What Do Others Know About Your Leadership Style That You Don’t?

If you want to become a better leader, the first thing you need to do is understand how you are currently leading.  How well do you know your leadership strengths and weaknesses?  What would others say about your leadership style, and how you go about leading your team?  If you don’t have a good sense of what the answers are, you should spend some time thinking about it.  As leaders get busy and rise in an organization, they often lose site of how they are perceived by those around them, and can be surprised to hear what others think of their style.

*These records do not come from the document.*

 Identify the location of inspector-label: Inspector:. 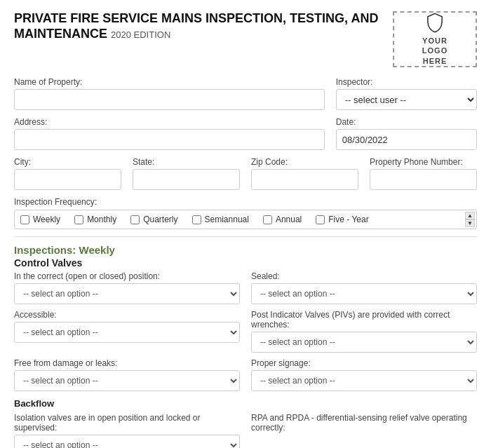
(407, 82).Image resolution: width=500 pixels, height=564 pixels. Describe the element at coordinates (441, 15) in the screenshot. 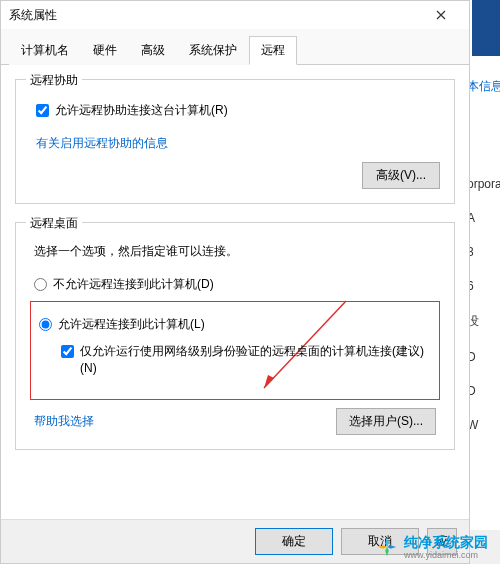

I see `close-button` at that location.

In a recent interview in the New York Times, The Best Scorecard Is The One You Keep On Yourself,  Charlotte Beers, the former chair and CEO of Ogilvy & Mather Worldwide, a self-described “friendly, Southern belle,” disclosed that she was devastated when a friend of hers revealed that a colleague had called Beers’ management style “menacing.”   Looking back at how she ran meetings, she realized she tended to end sessions on a threatening note, a habit she had inadvertently picked up from a boss earlier in her career.   Beers went on to point out that executives need to “not let someone [else] tell you who you are. Keep your own scorecard, and it has to include the good, the bad and the ugly.”

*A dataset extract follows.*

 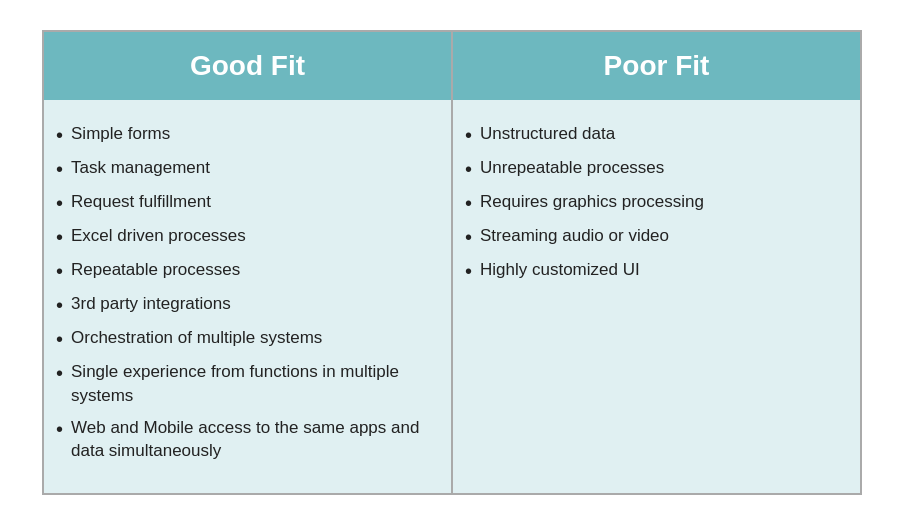 I want to click on list-item: Requires graphics processing, so click(x=654, y=203).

Benjamin Franklin once said “There are three things extremely hard:  steel, a diamond, and to know one’s self.”   But that was before the Internet made self-assessment tools readily available —  you don’t have to sit back and wonder about, or worse, be surprised by,  your leadership style.  Take a look at StrengthsFinder 2.0, the online assessment developed by Gallup that was first introduced in the bestselling 2001 management book, Now, Discover Your Strengths, and get about the task of understanding your strengths, so that you can improve your leadership.  What’s stopping you?